What they had hit upon was a thriving Twin Peaks subculture, whose denizens still flock every August to Snoqualmie, Washington—where the series was shot—for three days of cherry pie eating, coffee drinking, and schmoozing with actors who once played such peripheral characters as the Log Lady and the One-Armed Man. Of course, such obsessiveness was in vogue when the series was still on the air: A Los Angeles supermarket sold out of cherry pies on the day that the second season’s premiere aired; the Gray Line regularly ran Twin Peaks bus tours out of Seattle; and the New York Times reported that on Halloween 1990, “a thousand Audrey Hornes sashayed in pleated plaid skirts, tight sweaters, and saddle shoes, as multiple Agent Coopers, hair plastered down with Stiff Stuff, gripped their coffee mugs and deadpanned in Peak-speak” (Audrey was a femme fatale who was a schoolmate of Laura Palmer’s; Cooper was the FBI man who investigated her death and came to appreciate the town’s “damn fine coffee”). But even Miller and Thorne have been surprised by the extent to which the subculture is still intact years later.

In response, they have published ever-more-exhaustive examinations of the series—from essays such as “Moving Through Time: The Twin Peaks Cycle,” about the circular imagery in the show (“Even the doughnuts so beloved to Agent Cooper . . . can be seen as parodic rings”), to an episode guide for Invitation to Love, the soap that Twin Peaks characters watch religiously. There are also updates on the current projects of Twin Peaks actors (among them, the then-unknown David Duchovny) and spirited discussions of Lynch’s work (“David Lynch as Vengeful Auteur”). But Miller and Thorne draw the line at interviewing the show’s creator. “David Lynch’s nightmare, his image of hell, is probably being trapped in a room with Twin Peaks fanatics,” Miller emphasizes. “We’re not going to get into the minutiae of plot details with him. We’re not going to ask him, ‘What does the white horse mean?’ Besides, if we interviewed Lynch, what would we do next?”

What Lynch is doing next, however, greatly excites Twin Peaks fans—even if they’re not getting exactly what they want. “Ever since they brought Star Trek back, there’s been hope that Twin Peaks might get a second chance too,” says Thorne. “But it’s extreme fan naiveté. It’s not going to come back. It’s a pipe dream.” Still, Lynch himself is expected to return to prime-time TV this fall with Mulholland Drive, a two-hour pilot for a drama set in Los Angeles and starring, among others, Academy award—nominated tough guy Robert Forster, stage actress Ann Miller, and achy-breaky country singer Billy Ray Cyrus as a pool boy with bedroom eyes. Though little else is known about the series, ABC has described it as “vintage David Lynch, very much reminiscent of Twin Peaks.

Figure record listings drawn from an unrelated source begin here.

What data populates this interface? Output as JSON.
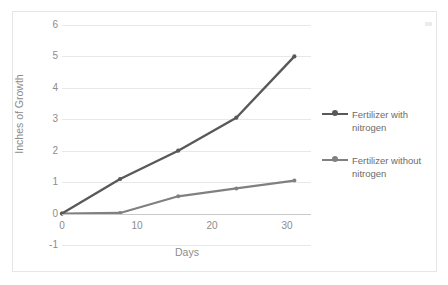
{
  "chart_data": {
    "type": "line",
    "title": "",
    "xlabel": "Days",
    "ylabel": "Inches of Growth",
    "x": [
      0,
      7,
      14,
      21,
      28
    ],
    "series": [
      {
        "name": "Fertilizer with nitrogen",
        "values": [
          0,
          1.1,
          2.0,
          3.05,
          5.0
        ],
        "color": "#595959"
      },
      {
        "name": "Fertilizer without nitrogen",
        "values": [
          0,
          0.02,
          0.55,
          0.8,
          1.05
        ],
        "color": "#808080"
      }
    ],
    "xlim": [
      0,
      30
    ],
    "ylim": [
      -1,
      6
    ],
    "xticks": [
      "0",
      "10",
      "20",
      "30"
    ],
    "yticks": [
      "6",
      "5",
      "4",
      "3",
      "2",
      "1",
      "0",
      "-1"
    ],
    "grid": true,
    "legend_position": "right"
  },
  "axes": {
    "y_title": "Inches of Growth",
    "x_title": "Days",
    "y_tick_labels": [
      "6",
      "5",
      "4",
      "3",
      "2",
      "1",
      "0",
      "-1"
    ],
    "x_tick_labels": [
      "0",
      "10",
      "20",
      "30"
    ]
  },
  "legend": {
    "entries": [
      {
        "label": "Fertilizer with nitrogen",
        "color": "#595959"
      },
      {
        "label": "Fertilizer without nitrogen",
        "color": "#808080"
      }
    ]
  },
  "colors": {
    "series_with_nitrogen": "#595959",
    "series_without_nitrogen": "#808080",
    "gridline": "#e8e8e8",
    "tick_text": "#8c8c8c",
    "frame": "#e6e6e6"
  }
}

Understandably, Miller and Thorne can’t wait for the series to air, though they will continue to write about the one that first intrigued them nearly a decade ago. The forty-first issue of Wrapped in Plastic, which is currently in production, will feature a comparison of Lynch to another director, Peter Weir. “We’ll stop publishing the magazine when we run out of ideas,” says Miller. “We’ll give it up when we’re reduced to publishing the kinds of stories that the Star Trek ’zines were publishing before the sequel series came out—feature stories like ‘I Took Out Gene Roddenberry’s Trash.’”

Thorne nods in agreement. “Our friends’ reactions are, ‘You’re still doing that? What could you possibly have left to say?’” he says. “To them, it’s just a television show.”